“Should anyone here in Rome lack finesse at love-making let him
Try me—read my book, and results are guaranteed!
Technique is the secret.”
How many books have been written for which that could be the back-cover blurb?
Technique which is guaranteed to bring good results! Now, you ae thinking that is just hyperbole, but the author is happy to double down.
The first thing to get in your head is that every single
Girl can be caught—and that you’ll catch her if
You set your toils right.
Could you ask for a better example of e problems of the modern age than this? Reducing that ancient art of courtship to a matter of applying the proper technique to attain a realizable goal? All peppered with that cheesy tone of “You can do this! We can Help!” Home Depot meets Jane Austen. The decadence of the 21st century.
Then again, the book wasn’t written in the 21st century. Is was written two thousand years ago. Ovid, The Art of Love (Peter Green translation). Some things really do never change.
I heard about the book from a student I know who had been reading it in her Latin course. It was, she told me, incredibly funny. So, I bought it. She was right—it is extremely funny. (Also amusing: I bought it with funds from a research account I have at the school. The title of Peter Green’s Ovid translation in which the work is found is, most unfortunately, The Erotic Poems. I had to think twice about whether I really wanted to send in the receipt for this book for reimbursement. Ovid would laugh at my conundrum.)
What makes the book so amusing? First off, Ovid’s unrelenting fishing for praise. “And when you’ve brought down your/ Amazon, write on the trophy Ovid was my guide.” “As once the young men, so now let my girl-disciples/ Inscribe their trophies: Ovid was my guide.”
To what end was Ovid their guide? There are three parts to the poem. Ovid first tells men how to woo the girl of their dreams. Having won her, part 2 is devoted to how to keep the girl of your dreams. But, then Ovid pulls a fast one on the young men he has been advising, and in part 3 tells women how to thwart the lovers of the first two parts and find the man of their dreams.
It is all a lot of work. “Love is a species of warfare/ slack troopers, go elsewhere!/ It takes more than cowards to guard/ these standards. Night-duty in winter, long route-marches, every/ Hardship, all forms of suffering: these await/ The recruit who expects a soft option.”
Of course, you already knew all this. The most amazing thing about Ovid is not that he has an amusing way to give advice on love, but how familiar all that advice sounds. You can pick just about any part at random and set it to music and never know it wasn’t a pop song written in 2020. Indeed, these lyrics would be far better than those in many a contemporary pop song.
Not up for all this work at love? Fear not, Ovid has you covered. Positioned immediately following The Art of Love is another Ovid masterpiece: Cures for Love.
Attend to my precepts, then, you disappointed gallants,
All those whom their loves have utterly betrayed.
Let him who taught you to love now teach you love’s cure—
Take succor from the hand that struck the wound!
The trick? Well, the best option is to never let love start growing. But, if you fail at that, Rule Number One is: No Leisure! Keep busy. And the best way to do that: farming! No leisure there—always something to do down on the farm. Also hunting! And if that doesn’t work, travel!
Now you may not be able to head to the country to farm or to distant lands, but fear not, Ovid is not out of advice. Start dwelling on the flaws of your beloved! Magnify the deformities; encourage the object of your love to engage in activities which expose all those deficiencies.
It turns out curing love is at least as much work as indulging in love.
Why read Ovid? In an age in which we can all use more opportunities to smile and chuckle at life, Ovid is right there ready to be your guide. Love is indeed a mysterious and amusing thing; who can explain it? If you are young, read Ovid to help put your wooing into perceptive. If you are old, read Ovid to remember and perhaps even rekindle those flames of love. Read Ovid because he is wise, not in the advice he gives, but in reminding us that all of life is not serious, that some parts of life are meant to be treated with a lighthearted raillery.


§ **WHAT IS NEEDED**:
In full and exactly, please return the records, but keep out the pictures.

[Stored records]
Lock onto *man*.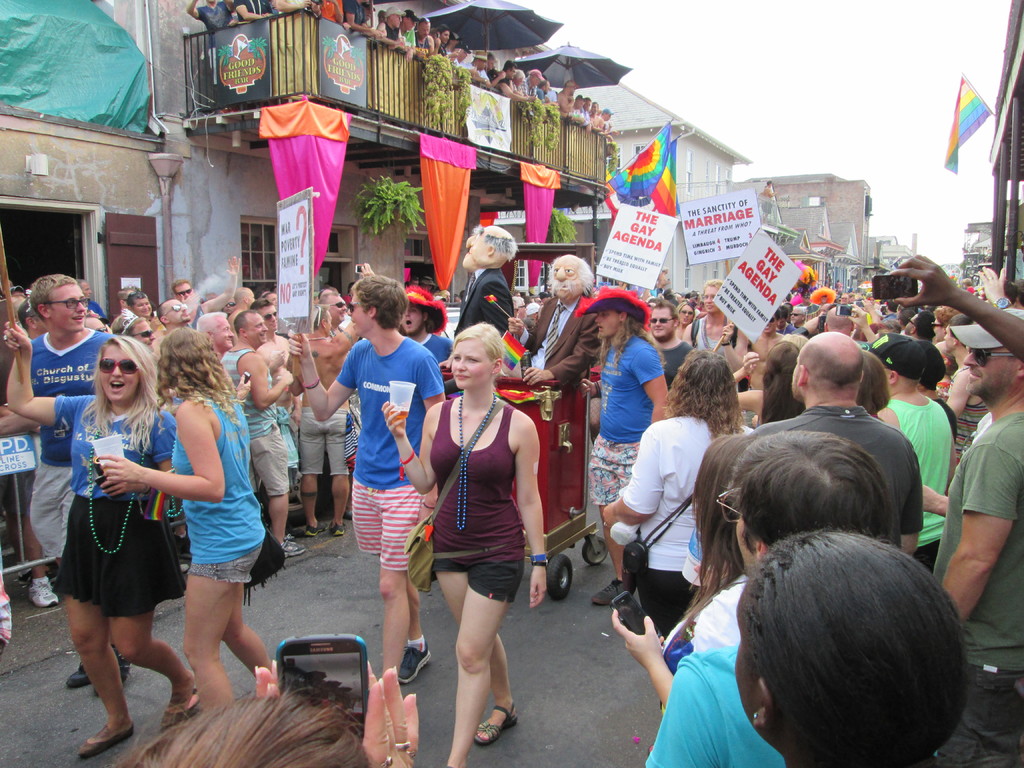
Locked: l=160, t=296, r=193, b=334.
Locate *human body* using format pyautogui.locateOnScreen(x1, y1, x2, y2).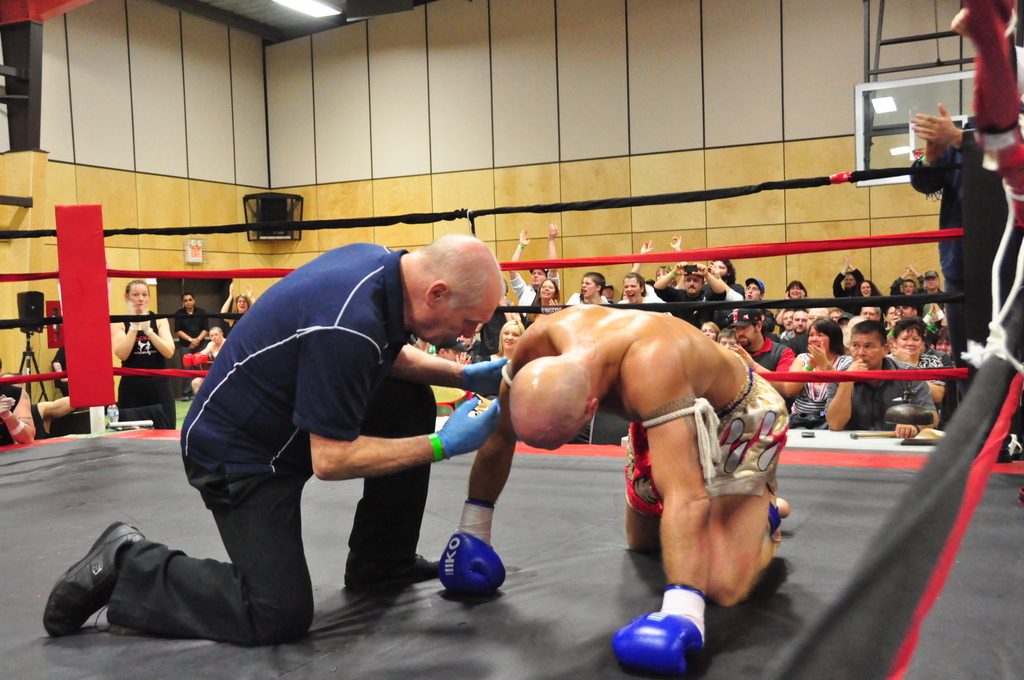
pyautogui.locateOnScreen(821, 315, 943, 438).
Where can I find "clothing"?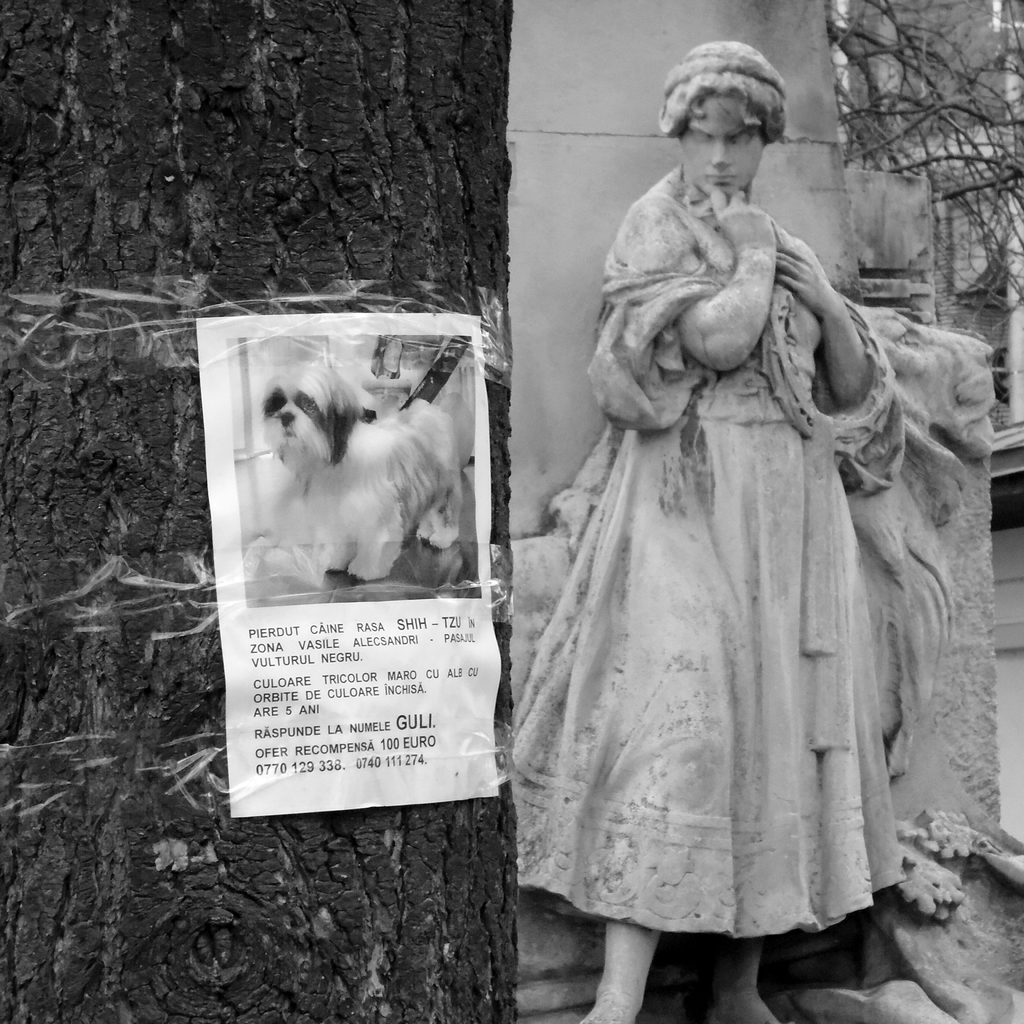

§ **PROBLEM SOLUTION**:
Lock onto *man*.
Locked: l=160, t=296, r=193, b=334.
Locate *human body* using format pyautogui.locateOnScreen(x1, y1, x2, y2).
pyautogui.locateOnScreen(821, 315, 943, 438).
Where can I find "clothing"?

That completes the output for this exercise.